Why does it happen more when I turn the shower down?

Tankless heaters need enough water moving through them to stay lit. If you reduce the shower to a low-flow setting, the burner can shut off and you get a blast of cold water.

Can a bad shower cartridge make it seem like the water heater is failing?

Yes. A worn shower valve cartridge can drift or cross-mix cold water into the shower even while the water heater is producing normal hot water. That is especially likely if sinks still stay hot when the shower goes cold.

Will descaling help a tankless water heater that goes cold during showers?

It often does when the problem has been getting worse gradually, especially in hard-water areas. Scale inside the heat exchanger can reduce flow, cause unstable temperature, and trigger protective shutdown behavior.

Should I replace a control board or ignition part if the shower goes cold?

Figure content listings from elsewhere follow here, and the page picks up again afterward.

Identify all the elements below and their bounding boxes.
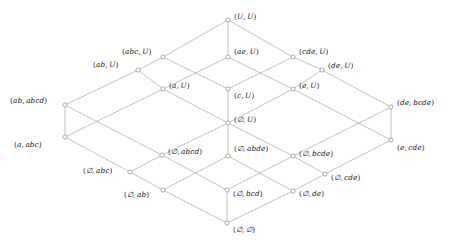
lattice-node-n_UU[interactable] <box>226 18 230 22</box>
lattice-node-n_ecde[interactable] <box>389 138 393 142</box>
lattice-node-n_emptyabcd[interactable] <box>160 153 164 157</box>
node-label-n_ecde: (e, cde) <box>397 144 425 151</box>
lattice-node-n_emptyab[interactable] <box>161 188 165 192</box>
lattice-edge <box>325 140 391 174</box>
lattice-node-n_aabc[interactable] <box>63 135 67 139</box>
lattice-node-n_emptycde[interactable] <box>323 172 327 176</box>
node-label-n_deU: (de, U) <box>328 62 353 69</box>
lattice-edge <box>163 89 228 123</box>
lattice-node-n_debcde[interactable] <box>389 105 393 109</box>
node-label-n_abU: (ab, U) <box>93 61 118 68</box>
lattice-node-n_cdeU[interactable] <box>291 55 295 59</box>
node-label-n_aeU: (ae, U) <box>234 48 259 55</box>
lattice-edge <box>163 20 228 57</box>
lattice-edge <box>293 156 325 174</box>
lattice-edge <box>163 190 227 223</box>
node-label-n_aU: (a, U) <box>169 82 190 89</box>
node-label-n_emptyab: (∅, ab) <box>124 191 149 198</box>
lattice-node-n_emptyde[interactable] <box>291 189 295 193</box>
node-label-n_cU: (c, U) <box>234 92 254 99</box>
lattice-edge <box>322 70 391 107</box>
lattice-diagram-canvas: (U, U)(abc, U)(ae, U)(cde, U)(ab, U)(de,… <box>0 0 455 247</box>
lattice-edge <box>162 155 227 190</box>
lattice-graph <box>0 0 455 247</box>
lattice-node-n_emptyU[interactable] <box>226 121 230 125</box>
node-label-n_UU: (U, U) <box>234 13 256 20</box>
lattice-edge <box>130 172 163 190</box>
lattice-edge <box>130 155 162 172</box>
lattice-node-n_ababcd[interactable] <box>63 103 67 107</box>
node-label-n_emptyabcd: (∅, abcd) <box>168 148 202 155</box>
lattice-node-n_emptyabc[interactable] <box>128 170 132 174</box>
node-label-n_emptyempty: (∅, ∅) <box>233 226 255 233</box>
lattice-node-n_deU[interactable] <box>320 68 324 72</box>
lattice-node-n_emptyempty[interactable] <box>225 221 229 225</box>
lattice-node-n_emptyabde[interactable] <box>226 154 230 158</box>
lattice-node-n_emptybcd[interactable] <box>225 188 229 192</box>
lattice-edge <box>293 57 322 70</box>
node-label-n_emptyabc: (∅, abc) <box>83 167 112 174</box>
lattice-node-n_eU[interactable] <box>291 87 295 91</box>
node-label-n_debcde: (de, bcde) <box>397 99 434 106</box>
node-label-n_ababcd: (ab, abcd) <box>10 97 47 104</box>
node-label-n_emptybcd: (∅, bcd) <box>233 190 263 197</box>
lattice-node-n_aU[interactable] <box>161 87 165 91</box>
node-label-n_eU: (e, U) <box>299 82 320 89</box>
node-label-n_abcU: (abc, U) <box>122 48 152 55</box>
node-label-n_emptyde: (∅, de) <box>299 190 324 197</box>
node-label-n_aabc: (a, abc) <box>14 141 42 148</box>
lattice-edge <box>65 70 138 105</box>
node-label-n_emptycde: (∅, cde) <box>331 174 360 181</box>
node-label-n_cdeU: (cde, U) <box>299 48 329 55</box>
lattice-node-n_aeU[interactable] <box>226 55 230 59</box>
lattice-node-n_cU[interactable] <box>226 87 230 91</box>
node-label-n_emptybcde: (∅, bcde) <box>299 150 333 157</box>
lattice-edge <box>138 57 163 70</box>
node-label-n_emptyabde: (∅, abde) <box>234 145 268 152</box>
lattice-node-n_abcU[interactable] <box>161 55 165 59</box>
node-label-n_emptyU: (∅, U) <box>234 116 256 123</box>
lattice-node-n_emptybcde[interactable] <box>291 154 295 158</box>
lattice-edge <box>65 89 163 137</box>
lattice-node-n_abU[interactable] <box>136 68 140 72</box>
lattice-edge <box>138 70 163 89</box>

Not as a first move. Those parts are expensive, fitment-sensitive, and not the most common cause of mid-shower cold water. Check fixture behavior, flow, inlet restriction, maintenance history, and any displayed fault clues first.

Is this dangerous if the unit keeps going hot and cold?

The temperature swing itself is a comfort problem, but gas smell, soot, vent issues, repeated faulting, or electrical trouble are safety issues. If any of those show up, stop using the unit and call a qualified technician.